Welcome to the official page of the paper Power Variable Projection for Initialization-Free Large-Scale Bundle Adjustment (accepted at ECCV 2024). You can find a video presentation here.
Most Bundle Adjustment (BA) solvers like the Levenberg- Marquardt algorithm require a good initialization. Instead, initialization-free BA remains a largely uncharted territory. The under-explored Variable Projection algorithm (VarPro) exhibits a wide convergence basin even without initialization. Coupled with object space error formulation, recent works have shown its ability to solve small-scale initialization-free bundle adjustment problem. To make such initialization-free BA approaches scalable, we introduce Power Variable Projection (PoVar), extending a recent inverse expansion method based on power series. Importantly, we link the power series expansion to Riemannian manifold optimization. This projective framework is crucial to solve large-scale bundle adjustment problems without initialization. Using the real-world BAL dataset, we experimentally demonstrate that our solver achieves state-of-the-art results in terms of speed and accuracy. To our knowledge, this work is the first to address the scalability of BA without initialization opening new venues for initialization-free structure-from-motion.

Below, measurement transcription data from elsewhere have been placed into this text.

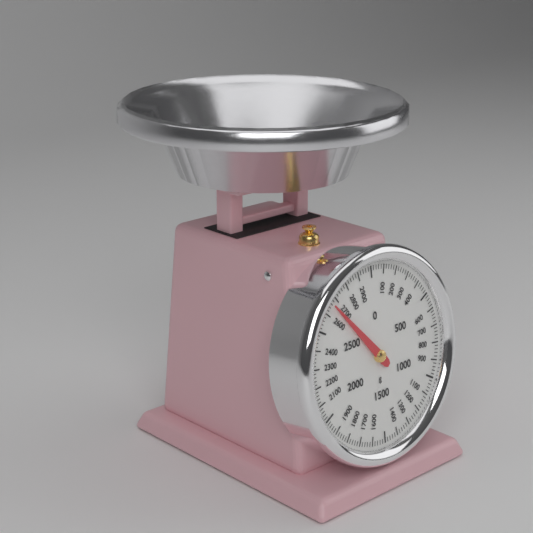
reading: 2660 g
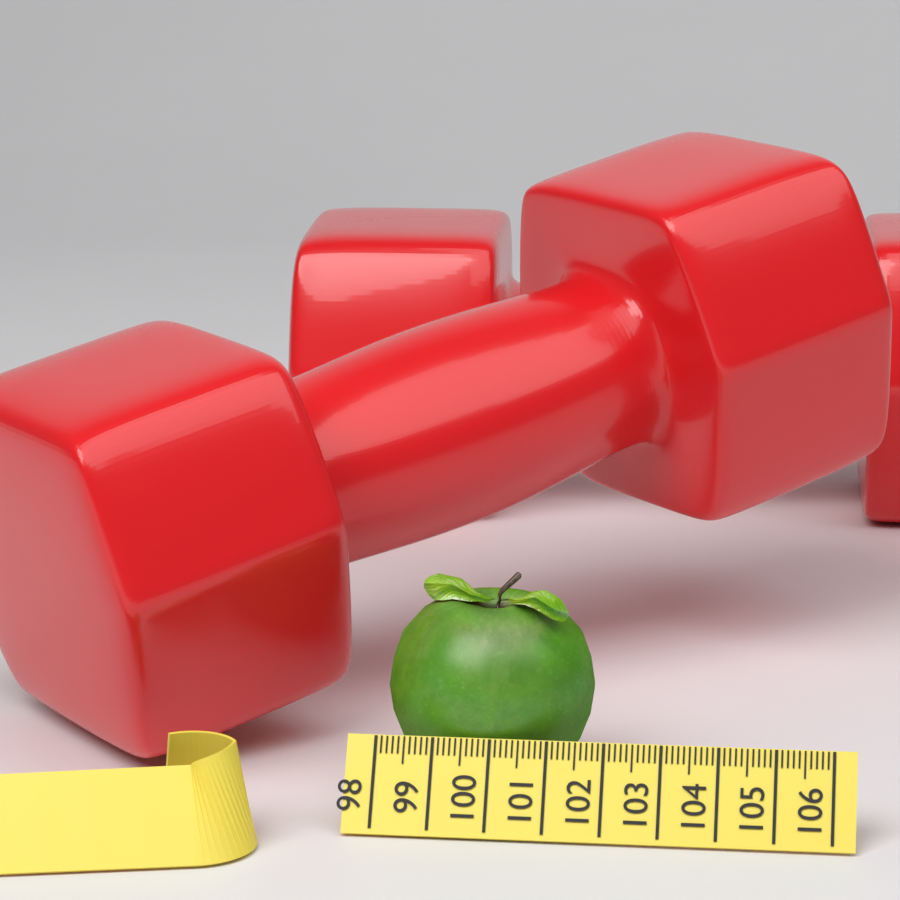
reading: 101.7 (no unit)
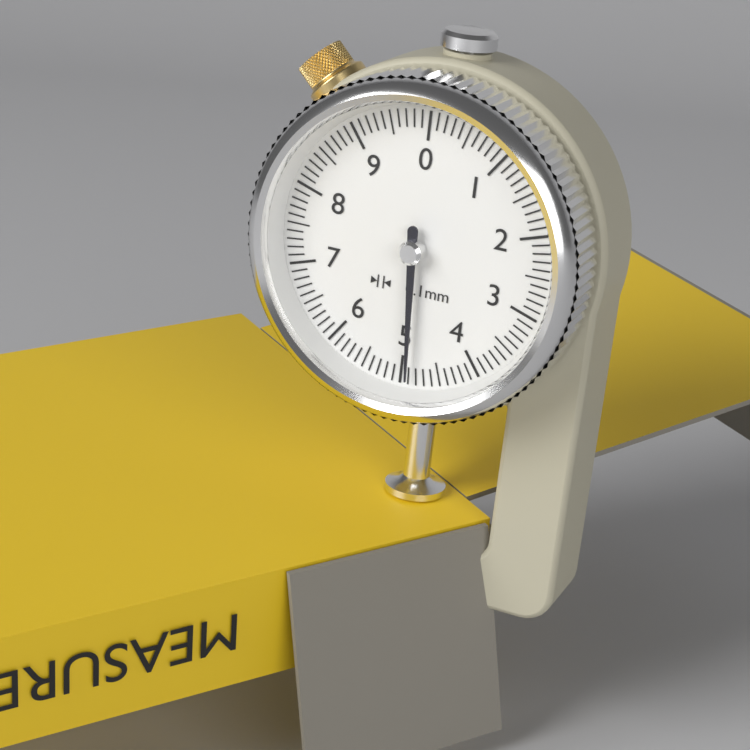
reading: 4.9 mm
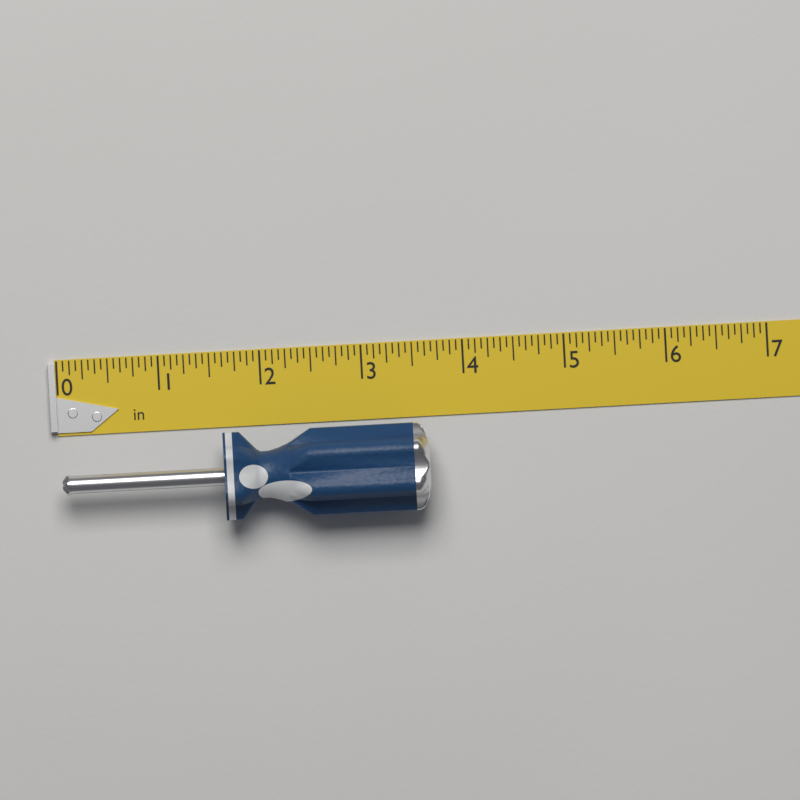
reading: 3.6250 in
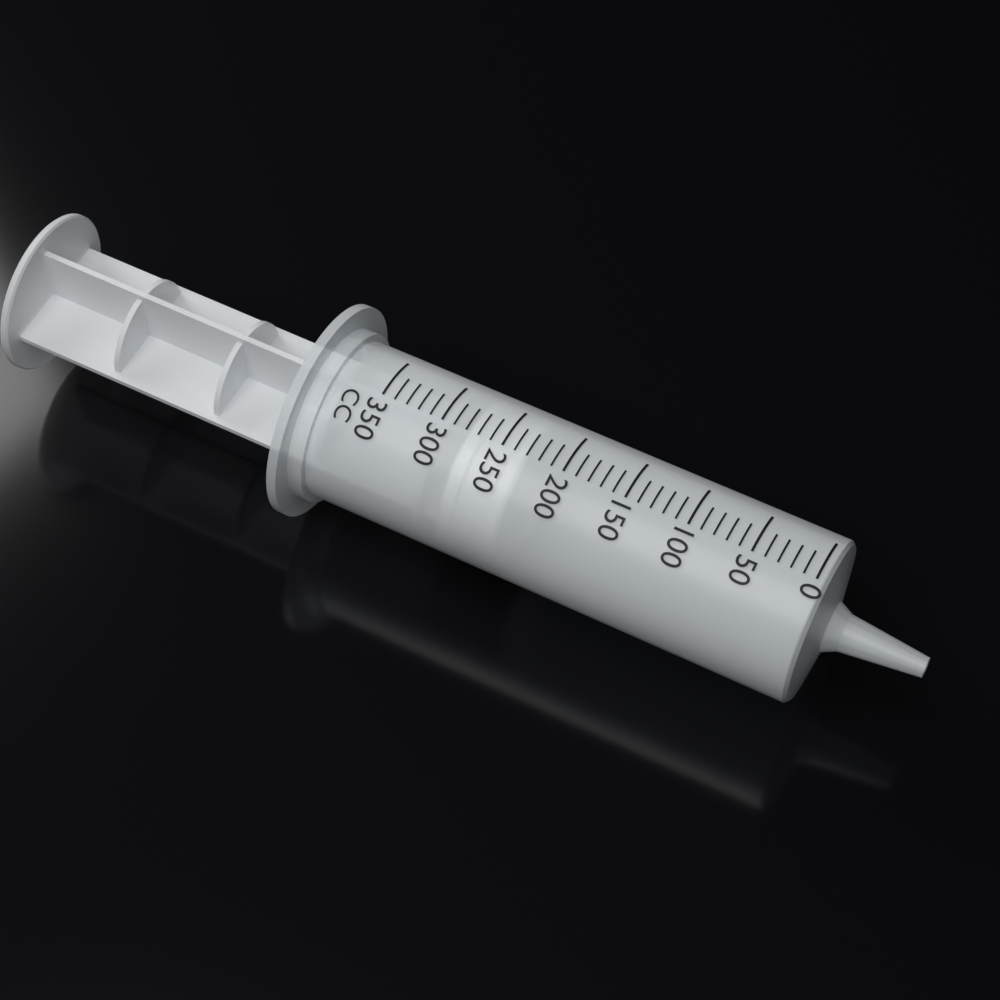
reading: 230 cc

This implementation is built on RootBA. Please follow the same instructions to install the dependencies.
Build external libraries
Use the build script:
./scripts/build-external.sh
Build PoVar
Use the build script:
./scripts/build-rootba-povar.sh [BUILD_TYPE]

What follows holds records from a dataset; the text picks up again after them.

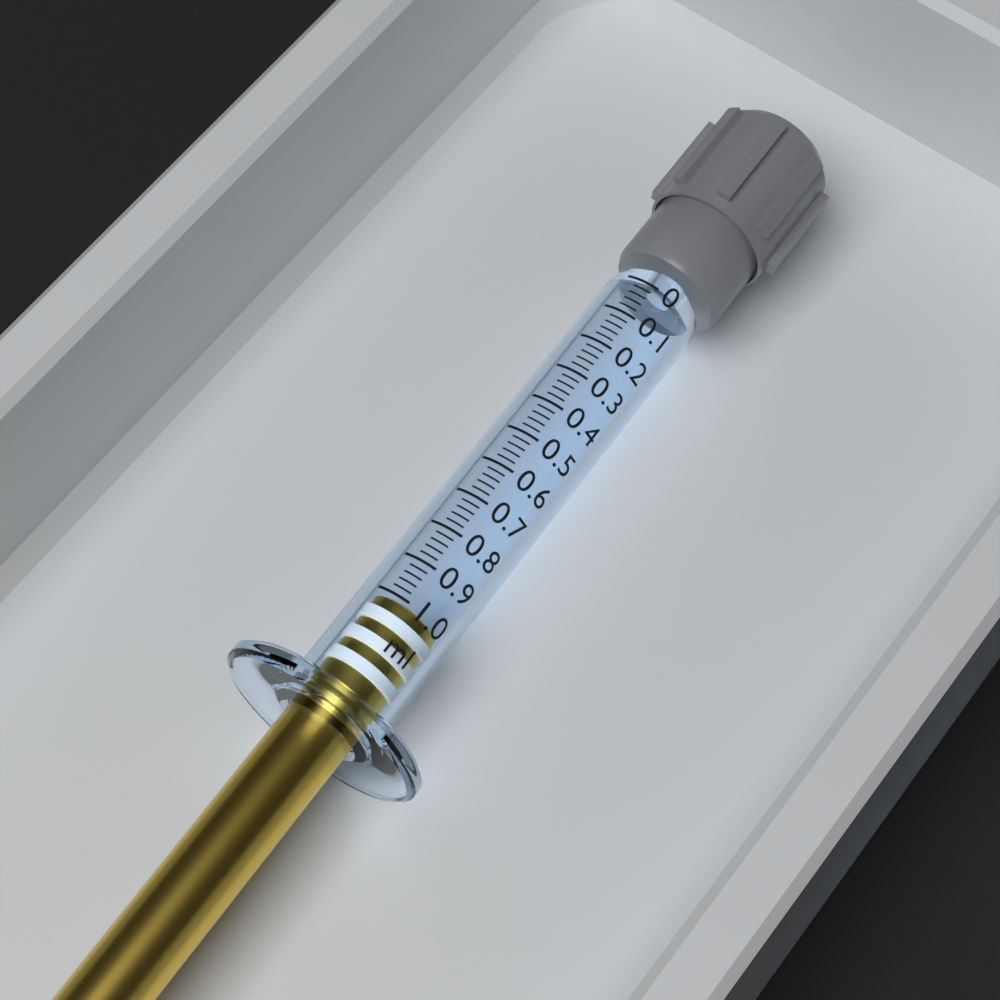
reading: 1.00 ml
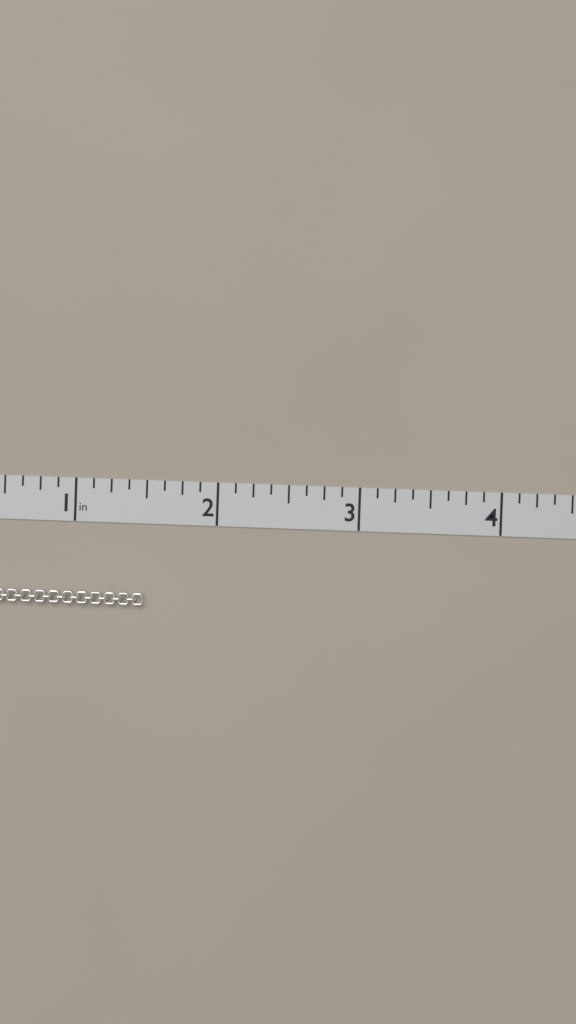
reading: 1.500 in
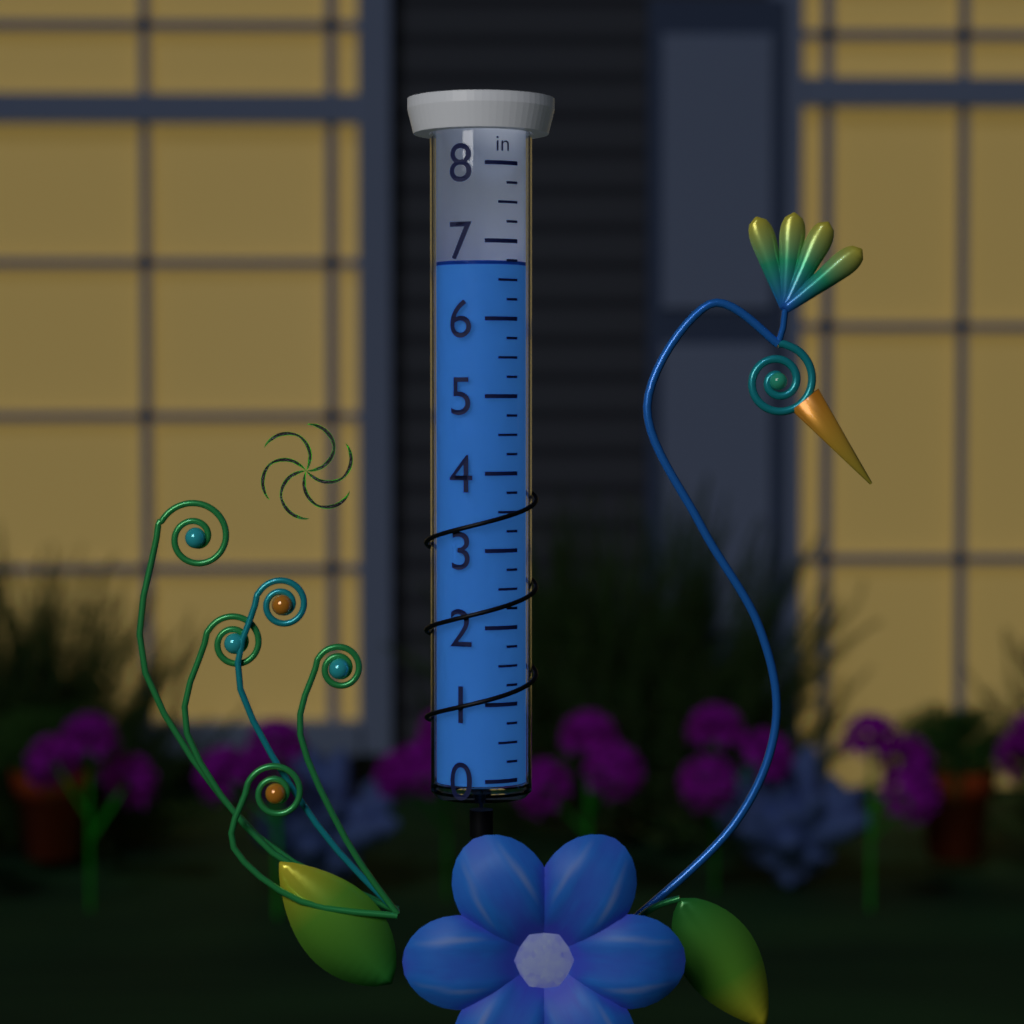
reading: 6.75 in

You can optionally pass the cmake BUILD_TYPE
used to compile RootBA
as the first argument. If you don't pass anything the default is
Release
. The cmake build folder is build
, inside the project
root. This build script will use ccache
and ninja
automaticaly if
they are found on PATH
.
You can download the BAL dataset on the Bundle Adjustment in the Large webpage.
Before using our solver, we randomly initialize a projective camera model, with the option --create-dataset
:
./bin/bal --input /venice/problem-89-110973-pre.txt --create-dataset
The randomized dataset is created in the new folder data_custom/
on the root.
In line with our paper, the stratified BA includes two steps.

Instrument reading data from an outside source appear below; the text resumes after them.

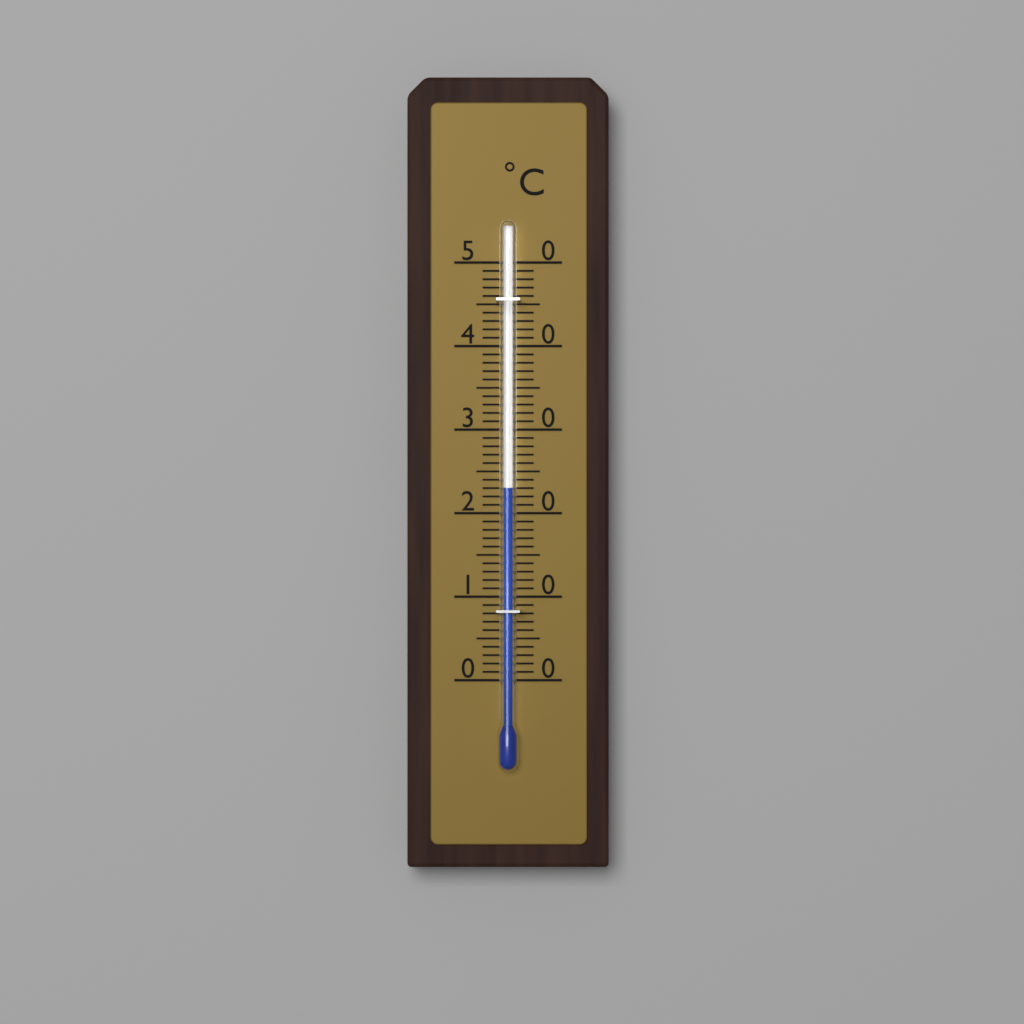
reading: 23 °C
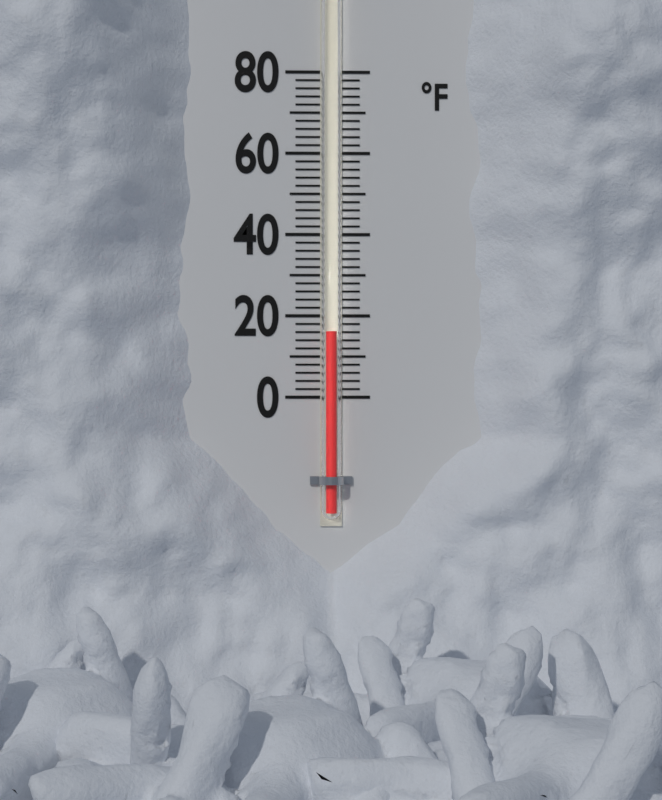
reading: 16 °F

(a) We propose four different solvers --solver-type-step-1
for the nonlinear separable optimization problem:
POWER_VARPROJ
: Variable projection with power series expansion (by default)POWER_BUNDLE_ADJUSTMENT
: Levenberg-Marquardt with power series expansion (see PoBA https://arxiv.org/abs/2204.12834)PCG
: Variable projection with preconditioned conjugate gradientsCHOLESKY
: Variable projection with Cholesky factorization
(b) We propose two different solvers --solver-type-step-2
for the projective refinement problem:
RIPOBA
: Riemannian manifold framework for Levenberg-Marquardt with power series (by default)RIPCG
: Riemannian manifold framework for Levenberg-Marquardt with preconditioned conjugate gradients
The implementation uses double
precision.
Once the random initialization has been done, you can run the two solvers in a row with, for instance:
./bin/bal --num-threads 4 --input /data_custom/problem-89-110973-pre.txt --solver-type-step-1 POWER_SCHUR_COMPLEMENT --solver-type-step-2 RIPOBA
The command --help
will provide some explanations about the different options.
In particular, you can set, among others:
--max-num-iterations-step-1
,--max-num-iterations-step-2
: maximum number of outer iterations for each step (by default, 50).--power-sc-iterations
: maximum order of power series (by default, 20).--residual-robust-norm
: NONE (by default), CAUCHY, HUBER.--alpha
: weight of the affine part in pOSE formulation (by default, 0.1).
If you find our work useful in your research, please consider citing:
@article{weber2024power,
title={Power Variable Projection for Initialization-Free Large-Scale Bundle Adjustment},
author={Weber, Simon and Hong, Je Hyeong and Cremers, Daniel},
journal={arXiv preprint arXiv:2405.05079},
year={2024}
}
@inproceedings{weber2023power,
title={Power bundle adjustment for large-scale 3d reconstruction},
author={Weber, Simon and Demmel, Nikolaus and Chan, Tin Chon and Cremers, Daniel},
booktitle={Proceedings of the IEEE/CVF Conference on Computer Vision and Pattern Recognition},
pages={281--289},
year={2023}
}
The code of the RootBA project is licensed under a BSD 3-Clause License.
Parts of the code are derived from Ceres Solver. Please also consider licenses of used third-party libraries. See ACKNOWLEDGEMENTS.